On this record we believe that respondent, Title Guarantee and Trust Company, made the transfers here in question in good faith and for a purpose that the directors and officers considered was for the best interests of the corporation and the stockholders. Petitioners appellants, however, owning a total of 5,800 shares of respondent’s stock and owners of many shares for years, objected and disapproved the transfers and demanded an appraisal of their stock and payment to them of the determined value thereof.
The transfer was made on the approval of over two thirds of the stockholders of the company. But respondent contends that the assets transferred were not needed for the company’s proper and successful operation; that the consent of stockholders under section 20 of the Stock Corporation Law was not needed; and that it was an authorized transfer in the regular course of business in line with the company’s activities and subject to the exercise only of the honest judgment of its trustees.
*637The sole question before us is whether the transfer of $2,125,000 of the respondent’s assets to North River Securities Company in exchange for the capital shares of that company to be distributed share for share to respondent’s stockholders entitles appellants, dissenting stockholders, to an appraisal under section 20 of the Stock Corporation Law.
The test is whether the sale was a sale in the ordinary course of business. The sale in question involved about one third of the respondent’s assets. It resulted in an investment by the Title Guarantee and Trust Company stockholders in the North River stock, a substantially different business, and one in which Title Guarantee and Trust Company was not authorized to engage; and a divorcement of the assets from the business and distribution to stockholders, compelling them to make an investment in an altogether different business from the one in which they invested when they bought respondent’s stock. This can hardly be termed a sale in the ordinary course of business. Each case must be considered on its own facts and circumstances. In spite of respondent’s good faith and its intention to aid its stockholders to avoid prohibitively high taxes, we think, in the light of all the facts and circumstances disclosed, that the learned court erred in denying in toto petitioners’ application and that the sale may not properly be held to be a sale in the ordinary course of respondent’s business.
Respondent admits that the transfer involved in its disposal of its banking and fiduciary business would give rise to the right under section 20 of an appraisal to dissenting stockholders. As a result of that prior transaction, however, respondent now contends that the assets here disposed of are no longer needed as working capital and that the sale here in question was a subsequent and separate transaction. However, it is significant that respondent, before consummation of this sale, sought and procured approval of the Superintendent of Banks and the Banking Board.
The sale and exchange of stock was not something in furtherance of the purpose for which the corporation existed as in Matter of Miglietta (2660 Broadway Corp.) (287 N. Y. 246). On the contrary, it was pro tanto going out of the only business in which, after disposal of its banking and fiduciary business, respondent was authorized to engage, viz., the business of title insurance; and the exchange of stock puts the stockholders into an entirely different corporation in an entirely different business which respondent as such would have no right to carry on. It is most important that stock instead of cash was received in *638exchange. Even though the stock was not retained by respondent itself but delivered to the shareholders share-for-share, it was not a sale in the ordinary course of business because it put the stockholders into an entirely different business and a dissenting stockholder has the right to say: non liceo in fcederá veni, and to insist on an appraisal of his stock under section 20.
Petitioners opposed this transfer from the start; they gave respondent formal and timely notice of their opposition; and appeared by counsel in opposition at the stockholders ’ meeting. Accordingly, in view of all the facts disclosed including the illness of petitioner Maxwell Kunin and his inability to have access to the vault in Chicago where petitioners’ shares were deposited, petitioners should be relieved of their default in presenting their stock for notation.
The motion is for the appointment of an appraiser. Because it believed that the stockholders’ consent was not necessary, respondent made no offer for the stock and did not furnish the financial statements required by section 21 of the Stock Corporation Law. It may be that the great expense of appraisal proceedings can in any event be avoided after petitioners’ certificates have been presented for notation and the relevant provisions of section 21 are complied with.
Accordingly, the order appealed from should be modified, without costs, to the extent of granting the motion so as to relieve petitioners from their default in presenting their certificates for notation and to direct the parties to comply with the procedure prescribed by section 21 of the Stock Corporation Law and, as so modified, the order is affirmed.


TO DO: Copy each line of the records that includes "name".

Items from a figure collection:
------------

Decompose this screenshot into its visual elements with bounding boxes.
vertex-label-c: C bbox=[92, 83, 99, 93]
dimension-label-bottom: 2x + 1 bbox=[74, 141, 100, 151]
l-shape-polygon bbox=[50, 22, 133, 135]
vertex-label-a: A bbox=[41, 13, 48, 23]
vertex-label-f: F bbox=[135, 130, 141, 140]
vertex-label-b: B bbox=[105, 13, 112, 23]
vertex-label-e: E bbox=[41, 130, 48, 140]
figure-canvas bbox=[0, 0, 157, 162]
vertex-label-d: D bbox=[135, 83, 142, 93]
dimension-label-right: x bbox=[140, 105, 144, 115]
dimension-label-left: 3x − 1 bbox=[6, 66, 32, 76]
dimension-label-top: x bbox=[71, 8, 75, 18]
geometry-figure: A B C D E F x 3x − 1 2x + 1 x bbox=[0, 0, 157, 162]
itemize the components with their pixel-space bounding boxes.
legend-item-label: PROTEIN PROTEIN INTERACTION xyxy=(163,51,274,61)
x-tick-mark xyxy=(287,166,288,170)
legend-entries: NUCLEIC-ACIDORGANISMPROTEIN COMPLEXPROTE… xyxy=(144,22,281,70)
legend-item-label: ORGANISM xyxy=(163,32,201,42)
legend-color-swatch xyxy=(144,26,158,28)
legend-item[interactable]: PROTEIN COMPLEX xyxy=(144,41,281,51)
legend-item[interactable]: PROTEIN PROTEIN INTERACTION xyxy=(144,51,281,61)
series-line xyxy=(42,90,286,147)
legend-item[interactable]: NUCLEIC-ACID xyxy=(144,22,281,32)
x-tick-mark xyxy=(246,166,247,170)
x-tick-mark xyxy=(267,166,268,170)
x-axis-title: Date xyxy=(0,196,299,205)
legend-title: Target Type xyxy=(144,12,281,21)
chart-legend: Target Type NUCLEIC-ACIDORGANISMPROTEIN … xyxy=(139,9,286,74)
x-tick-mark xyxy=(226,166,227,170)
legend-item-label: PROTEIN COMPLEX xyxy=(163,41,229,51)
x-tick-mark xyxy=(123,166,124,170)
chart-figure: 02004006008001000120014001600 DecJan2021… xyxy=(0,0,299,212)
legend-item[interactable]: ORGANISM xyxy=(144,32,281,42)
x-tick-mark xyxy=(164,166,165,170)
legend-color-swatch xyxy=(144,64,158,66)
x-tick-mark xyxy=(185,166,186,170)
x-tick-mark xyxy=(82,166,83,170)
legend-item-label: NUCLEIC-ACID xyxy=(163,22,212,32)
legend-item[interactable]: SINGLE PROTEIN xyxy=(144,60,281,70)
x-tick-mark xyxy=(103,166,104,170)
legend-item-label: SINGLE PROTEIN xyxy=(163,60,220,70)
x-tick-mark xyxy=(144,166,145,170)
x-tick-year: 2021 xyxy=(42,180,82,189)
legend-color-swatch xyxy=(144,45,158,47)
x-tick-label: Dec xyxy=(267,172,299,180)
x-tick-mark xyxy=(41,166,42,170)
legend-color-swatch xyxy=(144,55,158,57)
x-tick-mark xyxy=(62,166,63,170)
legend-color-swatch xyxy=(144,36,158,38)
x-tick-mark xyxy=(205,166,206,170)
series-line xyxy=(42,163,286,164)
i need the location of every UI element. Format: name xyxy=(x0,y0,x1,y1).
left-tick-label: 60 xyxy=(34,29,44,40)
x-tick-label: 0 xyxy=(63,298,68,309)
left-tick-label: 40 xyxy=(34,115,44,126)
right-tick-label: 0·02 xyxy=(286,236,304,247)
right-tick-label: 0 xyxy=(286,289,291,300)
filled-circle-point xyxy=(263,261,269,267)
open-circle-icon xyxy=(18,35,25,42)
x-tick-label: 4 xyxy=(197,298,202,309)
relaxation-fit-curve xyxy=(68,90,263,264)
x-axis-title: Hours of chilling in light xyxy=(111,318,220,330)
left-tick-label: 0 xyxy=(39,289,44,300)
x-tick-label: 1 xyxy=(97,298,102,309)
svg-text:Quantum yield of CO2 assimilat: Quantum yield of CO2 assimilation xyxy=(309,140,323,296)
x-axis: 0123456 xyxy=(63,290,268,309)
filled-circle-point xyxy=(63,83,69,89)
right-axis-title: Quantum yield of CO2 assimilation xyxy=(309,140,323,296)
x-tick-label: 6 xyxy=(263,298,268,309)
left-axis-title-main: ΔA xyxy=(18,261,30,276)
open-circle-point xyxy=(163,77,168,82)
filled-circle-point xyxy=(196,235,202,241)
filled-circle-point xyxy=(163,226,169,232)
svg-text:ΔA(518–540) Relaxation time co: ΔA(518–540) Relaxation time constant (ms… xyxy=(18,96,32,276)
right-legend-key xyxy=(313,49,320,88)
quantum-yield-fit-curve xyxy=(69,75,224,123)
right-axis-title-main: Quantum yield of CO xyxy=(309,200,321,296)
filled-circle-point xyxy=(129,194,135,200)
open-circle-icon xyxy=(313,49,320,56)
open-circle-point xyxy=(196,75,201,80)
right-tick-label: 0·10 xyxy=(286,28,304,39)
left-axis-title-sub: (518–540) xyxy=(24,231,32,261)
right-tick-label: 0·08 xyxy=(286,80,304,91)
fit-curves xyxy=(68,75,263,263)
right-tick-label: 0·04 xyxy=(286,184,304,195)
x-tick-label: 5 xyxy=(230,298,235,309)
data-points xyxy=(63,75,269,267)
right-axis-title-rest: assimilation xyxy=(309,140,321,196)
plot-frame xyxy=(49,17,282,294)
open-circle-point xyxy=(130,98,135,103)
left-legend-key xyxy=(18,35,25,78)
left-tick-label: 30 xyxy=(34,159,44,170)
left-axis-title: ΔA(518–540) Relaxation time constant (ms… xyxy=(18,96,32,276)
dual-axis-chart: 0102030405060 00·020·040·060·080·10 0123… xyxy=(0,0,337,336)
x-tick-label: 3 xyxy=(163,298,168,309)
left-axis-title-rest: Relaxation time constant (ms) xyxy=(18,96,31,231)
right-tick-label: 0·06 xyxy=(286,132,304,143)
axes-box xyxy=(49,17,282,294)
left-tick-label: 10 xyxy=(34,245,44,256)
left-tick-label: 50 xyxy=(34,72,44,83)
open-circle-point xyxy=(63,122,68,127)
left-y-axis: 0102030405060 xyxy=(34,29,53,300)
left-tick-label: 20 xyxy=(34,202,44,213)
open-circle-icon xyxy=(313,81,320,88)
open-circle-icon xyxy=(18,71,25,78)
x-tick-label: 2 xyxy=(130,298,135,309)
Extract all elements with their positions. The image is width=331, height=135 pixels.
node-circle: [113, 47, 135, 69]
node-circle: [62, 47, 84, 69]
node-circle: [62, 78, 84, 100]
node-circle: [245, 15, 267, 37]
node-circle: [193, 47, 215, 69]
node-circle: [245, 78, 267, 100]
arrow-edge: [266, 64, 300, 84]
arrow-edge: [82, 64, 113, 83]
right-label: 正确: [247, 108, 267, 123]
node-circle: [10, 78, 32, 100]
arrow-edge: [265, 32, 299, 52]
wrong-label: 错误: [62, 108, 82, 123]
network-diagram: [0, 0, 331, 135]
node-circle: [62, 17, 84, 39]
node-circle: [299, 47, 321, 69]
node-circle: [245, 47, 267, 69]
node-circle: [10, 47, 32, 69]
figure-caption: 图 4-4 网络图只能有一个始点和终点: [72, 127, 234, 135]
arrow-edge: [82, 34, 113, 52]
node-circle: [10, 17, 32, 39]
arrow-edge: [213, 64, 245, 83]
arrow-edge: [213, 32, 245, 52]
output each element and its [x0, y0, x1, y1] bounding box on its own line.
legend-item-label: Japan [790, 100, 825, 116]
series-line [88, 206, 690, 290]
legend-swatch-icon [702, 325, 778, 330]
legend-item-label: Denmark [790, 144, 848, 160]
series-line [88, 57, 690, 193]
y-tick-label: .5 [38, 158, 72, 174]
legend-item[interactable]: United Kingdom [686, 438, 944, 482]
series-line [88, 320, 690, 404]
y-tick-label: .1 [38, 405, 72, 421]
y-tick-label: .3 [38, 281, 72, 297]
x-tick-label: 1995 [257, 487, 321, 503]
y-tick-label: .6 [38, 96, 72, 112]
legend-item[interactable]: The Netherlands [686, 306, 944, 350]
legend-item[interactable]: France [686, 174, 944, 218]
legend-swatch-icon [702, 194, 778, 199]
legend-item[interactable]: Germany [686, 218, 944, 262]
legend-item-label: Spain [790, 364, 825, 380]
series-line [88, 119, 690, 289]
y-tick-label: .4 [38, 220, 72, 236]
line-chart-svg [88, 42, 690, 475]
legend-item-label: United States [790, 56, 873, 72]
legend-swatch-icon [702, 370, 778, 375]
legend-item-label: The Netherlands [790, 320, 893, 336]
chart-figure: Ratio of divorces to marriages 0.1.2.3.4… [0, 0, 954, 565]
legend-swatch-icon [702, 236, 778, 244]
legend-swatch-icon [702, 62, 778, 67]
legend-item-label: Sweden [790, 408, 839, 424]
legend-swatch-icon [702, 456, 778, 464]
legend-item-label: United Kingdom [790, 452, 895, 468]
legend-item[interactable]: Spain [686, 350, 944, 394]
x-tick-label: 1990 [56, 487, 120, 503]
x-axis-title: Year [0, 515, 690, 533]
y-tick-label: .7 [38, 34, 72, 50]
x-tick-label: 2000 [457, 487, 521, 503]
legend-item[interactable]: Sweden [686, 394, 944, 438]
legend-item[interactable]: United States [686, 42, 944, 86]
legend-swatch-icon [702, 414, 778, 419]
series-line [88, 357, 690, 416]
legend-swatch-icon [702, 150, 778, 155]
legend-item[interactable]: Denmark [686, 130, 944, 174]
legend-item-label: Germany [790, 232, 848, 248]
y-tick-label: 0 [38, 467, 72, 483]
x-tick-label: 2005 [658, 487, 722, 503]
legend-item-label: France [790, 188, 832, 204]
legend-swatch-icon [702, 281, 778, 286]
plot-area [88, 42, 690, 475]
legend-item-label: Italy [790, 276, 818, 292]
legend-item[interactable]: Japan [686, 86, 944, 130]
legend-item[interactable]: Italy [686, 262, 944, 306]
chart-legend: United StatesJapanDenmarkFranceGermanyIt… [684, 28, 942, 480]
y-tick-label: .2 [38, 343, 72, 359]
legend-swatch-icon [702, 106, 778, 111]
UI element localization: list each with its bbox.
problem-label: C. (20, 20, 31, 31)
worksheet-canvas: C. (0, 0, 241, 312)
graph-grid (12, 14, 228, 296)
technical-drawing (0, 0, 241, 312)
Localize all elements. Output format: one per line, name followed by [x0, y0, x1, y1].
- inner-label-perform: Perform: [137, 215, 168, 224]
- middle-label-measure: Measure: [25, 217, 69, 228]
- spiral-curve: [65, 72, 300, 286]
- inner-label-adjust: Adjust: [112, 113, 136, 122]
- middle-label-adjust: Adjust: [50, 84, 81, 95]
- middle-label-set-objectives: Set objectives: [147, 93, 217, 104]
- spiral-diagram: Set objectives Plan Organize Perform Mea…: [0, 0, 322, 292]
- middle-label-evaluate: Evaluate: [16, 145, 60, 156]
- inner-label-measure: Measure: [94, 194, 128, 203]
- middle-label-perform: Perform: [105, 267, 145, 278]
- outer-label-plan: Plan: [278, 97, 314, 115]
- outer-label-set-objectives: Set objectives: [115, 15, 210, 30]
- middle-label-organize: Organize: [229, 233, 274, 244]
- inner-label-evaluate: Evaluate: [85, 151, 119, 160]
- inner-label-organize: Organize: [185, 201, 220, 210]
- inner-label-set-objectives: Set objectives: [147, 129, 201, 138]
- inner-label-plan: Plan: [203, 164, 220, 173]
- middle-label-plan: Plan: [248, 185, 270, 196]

------------

SOLUTION TO THIS PROBLEM:
i need the location of every UI element. Format: name xyxy=(x0,y0,x1,y1).
Localize all elements. Output format: one per line, name followed by [x0, y0, x1, y1].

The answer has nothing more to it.